Leder mentioned that BB King hired him, right after the Russian tour, to work on producing a live album.

They were choosing between to live concerts: Ole Miss or what you just heard BB King playing behind the Iron Curtain.
 
They ended up choosing Ole Miss and these tapes went in the closet.
 
After BB King's death in May, Howard couldn't stop thinking about these tapes.
 
"I was looking for this for over a decade and I just thought it was lost. About three weeks ago my wife is looking in the closet and she came up to me with these cassettes," Leder said.
 
So, he contacted Eastside Sound and they said let’s make an audio master of these tapes.

When mixing, they had no idea what was going to come out of the speakers.  One major roadblock was finding a tape player, but once they got it the mixing began. 
 
Sitting in the legendary recording studio, with two musical geniuses, learning how to mix and listening to this lost piece of history was magical.
 
Leder explained that this concert was revolutionary.
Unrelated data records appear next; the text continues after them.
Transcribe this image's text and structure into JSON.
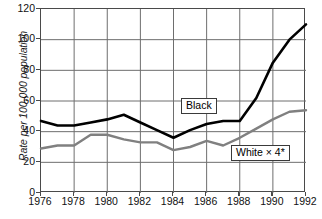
{
  "axes": {
    "y_title": "Rate per 100,000 population",
    "y_ticks": [
      "0",
      "20",
      "40",
      "60",
      "80",
      "100",
      "120"
    ],
    "x_ticks": [
      "1976",
      "1978",
      "1980",
      "1982",
      "1984",
      "1986",
      "1988",
      "1990",
      "1992"
    ]
  },
  "labels": {
    "black": "Black",
    "white": "White × 4*"
  },
  "colors": {
    "black_series": "#000000",
    "white_series": "#808080",
    "grid": "#6e6e6e",
    "frame": "#4a4a4a"
  },
  "chart_data": {
    "type": "line",
    "title": "",
    "xlabel": "",
    "ylabel": "Rate per 100,000 population",
    "xlim": [
      1976,
      1992
    ],
    "ylim": [
      0,
      120
    ],
    "grid": true,
    "legend": "inline-callouts",
    "x": [
      1976,
      1977,
      1978,
      1979,
      1980,
      1981,
      1982,
      1983,
      1984,
      1985,
      1986,
      1987,
      1988,
      1989,
      1990,
      1991,
      1992
    ],
    "xtick_values": [
      1976,
      1978,
      1980,
      1982,
      1984,
      1986,
      1988,
      1990,
      1992
    ],
    "ytick_values": [
      0,
      20,
      40,
      60,
      80,
      100,
      120
    ],
    "series": [
      {
        "name": "Black",
        "color": "#000000",
        "values": [
          47,
          44,
          44,
          46,
          48,
          51,
          46,
          41,
          36,
          41,
          45,
          47,
          47,
          62,
          85,
          100,
          110
        ]
      },
      {
        "name": "White × 4*",
        "color": "#808080",
        "values": [
          29,
          31,
          31,
          38,
          38,
          35,
          33,
          33,
          28,
          30,
          34,
          31,
          36,
          42,
          48,
          53,
          54
        ]
      }
    ],
    "annotations": [
      {
        "text": "Black",
        "x": 1985,
        "y": 62
      },
      {
        "text": "White × 4*",
        "x": 1989,
        "y": 27
      }
    ],
    "footnote_marker": "*"
  }
}
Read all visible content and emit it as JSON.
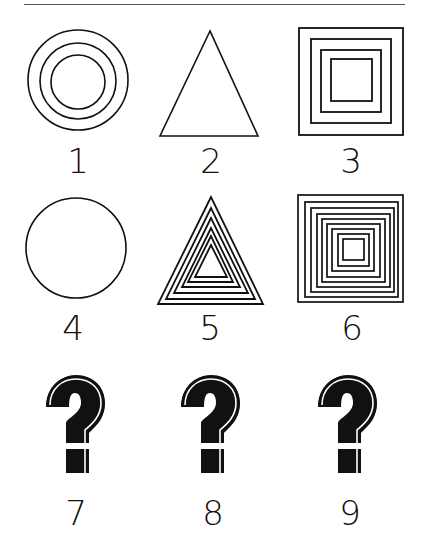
{
  "header": {
    "rule": true
  },
  "puzzle": {
    "cells": [
      {
        "index": 1,
        "label": "1",
        "shape": "concentric-circles",
        "count": 3
      },
      {
        "index": 2,
        "label": "2",
        "shape": "triangle",
        "count": 1
      },
      {
        "index": 3,
        "label": "3",
        "shape": "nested-squares",
        "count": 4
      },
      {
        "index": 4,
        "label": "4",
        "shape": "circle",
        "count": 1
      },
      {
        "index": 5,
        "label": "5",
        "shape": "nested-triangles",
        "count": 6
      },
      {
        "index": 6,
        "label": "6",
        "shape": "nested-squares",
        "count": 9
      },
      {
        "index": 7,
        "label": "7",
        "shape": "question-mark"
      },
      {
        "index": 8,
        "label": "8",
        "shape": "question-mark"
      },
      {
        "index": 9,
        "label": "9",
        "shape": "question-mark"
      }
    ]
  },
  "colors": {
    "stroke": "#111111",
    "background": "#ffffff"
  }
}
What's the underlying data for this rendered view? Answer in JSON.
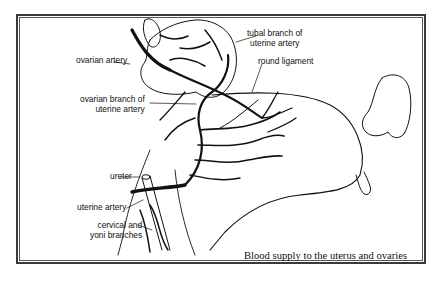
{
  "diagram": {
    "caption": "Blood supply to the uterus and ovaries",
    "labels": {
      "ovarian_artery": "ovarian artery",
      "tubal_branch_line1": "tubal branch of",
      "tubal_branch_line2": "uterine artery",
      "ovarian_branch_line1": "ovarian branch of",
      "ovarian_branch_line2": "uterine artery",
      "round_ligament": "round ligament",
      "ureter": "ureter",
      "uterine_artery": "uterine artery",
      "cervical_line1": "cervical and",
      "cervical_line2": "yoni branches"
    },
    "colors": {
      "ink": "#111111",
      "paper": "#ffffff",
      "border": "#3a3a3a"
    }
  }
}
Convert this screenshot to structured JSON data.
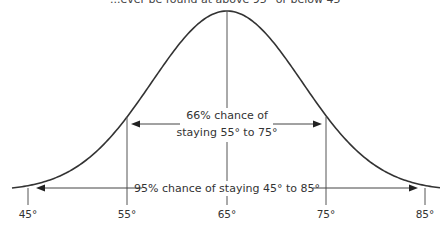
{
  "diagram": {
    "top_caption_partial": "...ever be found at above 95° or below 45°",
    "axis_labels": [
      "45°",
      "55°",
      "65°",
      "75°",
      "85°"
    ],
    "inner_annotation": {
      "line1": "66% chance of",
      "line2": "staying 55° to 75°"
    },
    "outer_annotation": "95% chance of staying 45° to 85°",
    "colors": {
      "curve": "#333333",
      "lines": "#555555",
      "text": "#333333",
      "background": "#ffffff"
    }
  },
  "chart_data": {
    "type": "line",
    "xlabel": "Temperature (°F)",
    "ylabel": "",
    "x_ticks": [
      "45°",
      "55°",
      "65°",
      "75°",
      "85°"
    ],
    "mean": 65,
    "std_dev": 10,
    "annotations": [
      {
        "range": [
          55,
          75
        ],
        "text": "66% chance of staying 55° to 75°"
      },
      {
        "range": [
          45,
          85
        ],
        "text": "95% chance of staying 45° to 85°"
      }
    ],
    "grid": false
  }
}
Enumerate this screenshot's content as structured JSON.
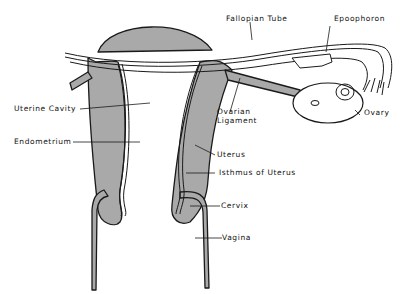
{
  "diagram": {
    "colors": {
      "tissue": "#a9a9a9",
      "outline": "#1a1a1a",
      "background": "#ffffff"
    },
    "labels": {
      "fallopian_tube": "Fallopian Tube",
      "epoophoron": "Epoophoron",
      "uterine_cavity": "Uterine Cavity",
      "ovarian_ligament_1": "Ovarian",
      "ovarian_ligament_2": "Ligament",
      "ovary": "Ovary",
      "endometrium": "Endometrium",
      "uterus": "Uterus",
      "isthmus": "Isthmus of Uterus",
      "cervix": "Cervix",
      "vagina": "Vagina"
    }
  }
}
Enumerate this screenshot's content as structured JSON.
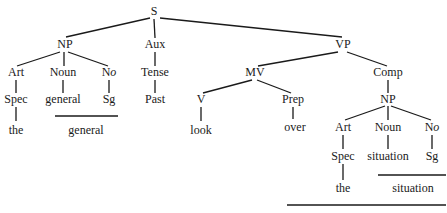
{
  "diagram": {
    "type": "syntax-tree",
    "nodes": {
      "s": {
        "label": "S",
        "x": 154,
        "y": 12
      },
      "np1": {
        "label": "NP",
        "x": 65,
        "y": 45
      },
      "aux": {
        "label": "Aux",
        "x": 155,
        "y": 45
      },
      "vp": {
        "label": "VP",
        "x": 343,
        "y": 45
      },
      "art1": {
        "label": "Art",
        "x": 16,
        "y": 73
      },
      "noun1": {
        "label": "Noun",
        "x": 63,
        "y": 73
      },
      "no1_main": "N",
      "no1_sub": "o",
      "no1": {
        "x": 109,
        "y": 73
      },
      "tense": {
        "label": "Tense",
        "x": 155,
        "y": 73
      },
      "mv": {
        "label": "MV",
        "x": 255,
        "y": 73
      },
      "comp": {
        "label": "Comp",
        "x": 388,
        "y": 73
      },
      "spec1": {
        "label": "Spec",
        "x": 16,
        "y": 100
      },
      "general1": {
        "label": "general",
        "x": 63,
        "y": 100
      },
      "sg1": {
        "label": "Sg",
        "x": 109,
        "y": 100
      },
      "past": {
        "label": "Past",
        "x": 155,
        "y": 100
      },
      "v": {
        "label": "V",
        "x": 201,
        "y": 100
      },
      "prep": {
        "label": "Prep",
        "x": 293,
        "y": 100
      },
      "np2": {
        "label": "NP",
        "x": 388,
        "y": 100
      },
      "the1": {
        "label": "the",
        "x": 16,
        "y": 131
      },
      "general2": {
        "label": "general",
        "x": 86,
        "y": 131
      },
      "look": {
        "label": "look",
        "x": 201,
        "y": 131
      },
      "over": {
        "label": "over",
        "x": 295,
        "y": 128
      },
      "art2": {
        "label": "Art",
        "x": 343,
        "y": 128
      },
      "noun2": {
        "label": "Noun",
        "x": 388,
        "y": 128
      },
      "no2": {
        "x": 432,
        "y": 128
      },
      "spec2": {
        "label": "Spec",
        "x": 343,
        "y": 157
      },
      "situation1": {
        "label": "situation",
        "x": 388,
        "y": 157
      },
      "sg2": {
        "label": "Sg",
        "x": 432,
        "y": 157
      },
      "the2": {
        "label": "the",
        "x": 343,
        "y": 189
      },
      "situation2": {
        "label": "situation",
        "x": 413,
        "y": 189
      }
    },
    "labels": {
      "S": "S",
      "NP": "NP",
      "Aux": "Aux",
      "VP": "VP",
      "Art": "Art",
      "Noun": "Noun",
      "No_N": "N",
      "No_o": "o",
      "Tense": "Tense",
      "MV": "MV",
      "Comp": "Comp",
      "Spec": "Spec",
      "general": "general",
      "Sg": "Sg",
      "Past": "Past",
      "V": "V",
      "Prep": "Prep",
      "the": "the",
      "look": "look",
      "over": "over",
      "situation": "situation"
    }
  }
}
The state department and BB King put together a concert tour, which hit 22 cities in Russia. It was one of the first times during the Cold War than American had performed behind the Iron Curtain.
 
The most incredible finding in the recording was the last song.  BB King had an interpreter come out and translate it, since the audience didn’t speak English.

It was the first time the crowd understood what the King was saying- and they went wild. 

This concert series influenced the rest of his career.